Yahoo Web Search

Search results

  1. Jan 23, 2024 · Last year the Bulletin set the clock at 90 seconds to midnight mainly due to Russia’s invasion of Ukraine and the increased risk of nuclear escalation. From 2020 to 2022, the clock was set at ...

    • 2 min
  2. Guillen explains the demographic, economic and technological changes we can expect to see across the world in the next decade. In his new book, “ 2030: How Today’s Biggest Trends Will Collide and Reshape the Future of Everything, ” Guillen discusses how these changes will affect us in the years to come. During a recent interview on the ...

  3. Feb 9, 2023 · The minerals themselves are processed in only a few countries around the world. So people are going to have to move them from one place to another. Maybe the world could have broader diversification of such things, but on average, the timeline from discovering a mineral to being able to produce it at scale is well in excess of 16 years.

  4. Oct 31, 2023 · The Generation Gap. The gap between generations in terms of wealth and property ownership will continue to drive global and social change in 2024. According to research conducted in 2023, the ...

  5. People also ask

    • Russia as We Know It May Not Survive The Coming Decade
    • Expect A Chinese Military Offensive Against Taiwan
    • US-Chinese Decoupling May Not Be as Dramatic as We Think It Will Be
    • The United States Will Remain Powerful But Not Hegemonic
    • Get Ready For Even Greater Global Volatility
    • Democracies Will Face A Difficult Decade of Systemic Dangers

    One of the most surprising takeaways was how many respondents pointed to a potential Russian collapse over the next decade—suggesting that the Kremlin’s war against Ukraine could precipitate hugely consequential upheaval in a great power with the largest nuclear-weapons arsenal on the planet. Nearly half (46 percent) of respondents expect Russia to...

    Recently, US officials have been warningthat China could launch a military campaign to reunify Taiwan with the mainland on a faster-than-anticipated schedule between now and 2027. And our survey results support that dire assessment. Fully 70 percent of respondents agree—though just 12 percent strongly agree—that China will seek to forcibly retake T...

    There has been a lot of talk about “decoupling,” or efforts to disentangle the US and Chinese economies. But the experts we surveyed delivered a clear verdict: Full-blown decoupling is very unlikely. Despite all the geopolitical tensions and tit-for-tat trade restrictions between the two countries, the most likely outcome (according to roughly 40 p...

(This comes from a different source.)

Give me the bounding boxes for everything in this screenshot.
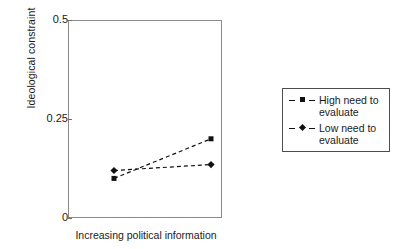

    Respondents generally expressed a belief in the United States’ staying power over the next ten years, though many envisioned a country preeminent in some domains of national clout but not others. Seven in ten foresee the United States continuing to be the world’s dominant military power by 2033—a notably high percentage given concerns about China’s...

    One remarkable survey result is how many respondents expect the world to face additional economic and public-health perils in the coming decade. Seventy-six percent predict another global economic crisis on the scale of the 2008-2009 financial crisis by 2033. A further 19 percent say that there will be two or more such crises. Forty-nine percent fo...

    Democracies are entering a dangerous decade in which they will need to contend with nationalist and populist forces and all the challenges associated with rapidly evolving technology. When asked which social movements they expected to have the most political influence worldwide over the next ten years, only 5 percent of respondents chose pro-democr...

  6. Oct 26, 2022 · The New World Envisioning Life After Climate Change. Already, it’s a different planet. Climate change has led to roughly 1.2 degrees Celsius of warming so far, making the earth hotter now than ...

  7. Aug 30, 2019 · What 2050 Could Look Like. The difference in this path to 2050 was striking. The number of additional people who will be exposed to dangerous levels of air pollution declines to just 7% of the planet’s population, or 656 million, compared with half the global population, or 4.85 billion people, in our business-as-usual scenario.